New year, new drama in New Paltz

As if village Mayor Terry Dungan suffering a stroke on Christmas Day wasn't bad enough: The longtime chief of the New Paltz volunteer fire department, David Weeks, has just resigned in the wake of a leaked email conversation between village elected officials.

The New Paltz Times appears to have an exclusive on this story, and quotes extensively from the emails. In them, Dungan and village trustees Robert Feldman and Shari Osborn argue over the proper response to mounting burdens and plummeting morale at the fire department.

Weeks didn't offer the Times any comment on his resignation, but Feldman said he thought the emails were just the last of a long line of indignities for the chief:

“We all have a breaking point, and I think things said in those e-mails by certain board members just was the straw that broke the chief’s back,” Trustee Robert Feldman said. “It is so unfortunate, because he not only has provided this community with 25 years of his time, expertise and volunteerism, never touching a dime, and waking up at all hours of the night to answer to emergency calls, but they also lost a great leader and a man with so much experience. It deeply saddened me. There are not enough great things to say about Dave. He’s invaluable.”

"Certain board members" surely refers to Osborn -- who, the paper notes, once said of Weeks, at a public meeting no less, "I f---ing hate him," and who spent much of the email exchange arguing against new expenditures for the fire department:

The mayor said that he had advocated for sleeping arrangements and also for a new fire house that “should have been built 12 years ago,” and that’s why he advocated for the NPFD to go to a “fire district,” which never made it onto the ballot because the Town Board voted 4-1 against a public referendum.

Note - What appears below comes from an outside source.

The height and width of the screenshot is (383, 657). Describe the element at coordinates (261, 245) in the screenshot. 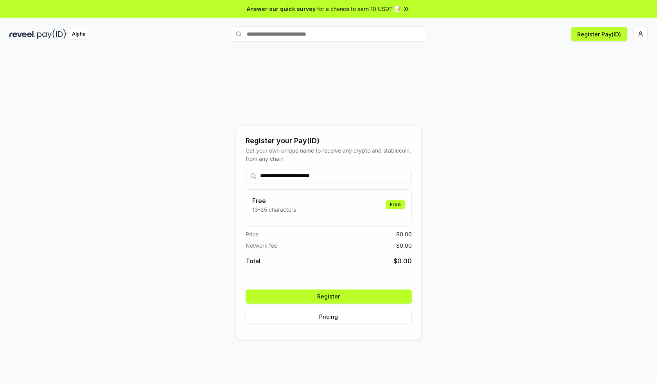

I see `span: Network fee` at that location.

In the e-mails, Trustee Osborn went on to say that she didn’t like what she felt was the “immediacy” in all of this and that had the bunk beds been presented at budget time and “clearly explained,” we would have “of course granted them the funds needed to create bunks at the fire station.”

Had that been the case, she said, “then other items they requested would have had to wait (like maybe the new truck would have had to have been purchased a year later instead of earlier, or some of that seldom-used rescue equipment they asked for, that they explained could be needed in a special situation, would have had to wait too). A larger Fire Department budget was impossible this year -- you know that as well as I do, Terry. All departments have bare-bones budgets and the Fire Department budget needed to be too if we were to remain fair and equitable across the board. This is what our constituents expect of us and this is how I, personally, must serve them during budget time.”

Here's hoping 2011 gets better for New Paltz. The bloggers over at New Paltz Gadfly are hoping so, too -- they've posted a long and optimistic Wish List for 2011, featuring such pie-in-the-sky items as sanely-drawn electoral districts, "civil and feisty" races for local government seats, and "a mayoral campaign that results in a win by someone who actually knows New Paltz."